Bjerke finds it encouraging that of the 115 people who came to The Well’s retreat in early June, half were not congregants, even though nearly 90% of the retreat was subsidized by volunteers. And Bjerke is cautious, he said, and lets newcomers “come to their own conclusions,” he said. “All I care about is that if we are part of the same spiritual community together, then we can just relate to each other somehow.”

David Zahl, author of the 2019 book “Seculosity,” about the many replacement religions in today’s society, warned: “A spirituality of well-being can quite easily fall into ‘prosperity theology,’ once you start equating physical health , or even spiritual health, with holiness. What hope is there for the sick, paralyzed, decaying, and dying among us, or for those who can’t seem to get better no matter how hard they try?”

But Zahl hesitated to pass judgment in a world where people are hurting more than ever. “We need more than just a new diet or exercise regimen to address our pain. A real integration could be really cool.”

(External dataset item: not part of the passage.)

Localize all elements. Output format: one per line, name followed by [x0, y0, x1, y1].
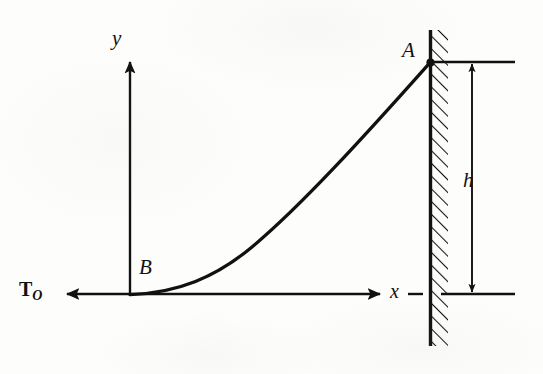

The Rev. Daniel Castelo of Duke Divinity School said churches like The Well are catching on as people start taking more seriously what a holistic approach to caring for people can look like. “Christianity does not have a central theme of self-care in its work, aside from the language and understanding of the Sabbath,” Castelo said. “But in a culture like ours where people are exhausted, stressed and burned out, this approach has logic and appeal, especially for city dwellers.”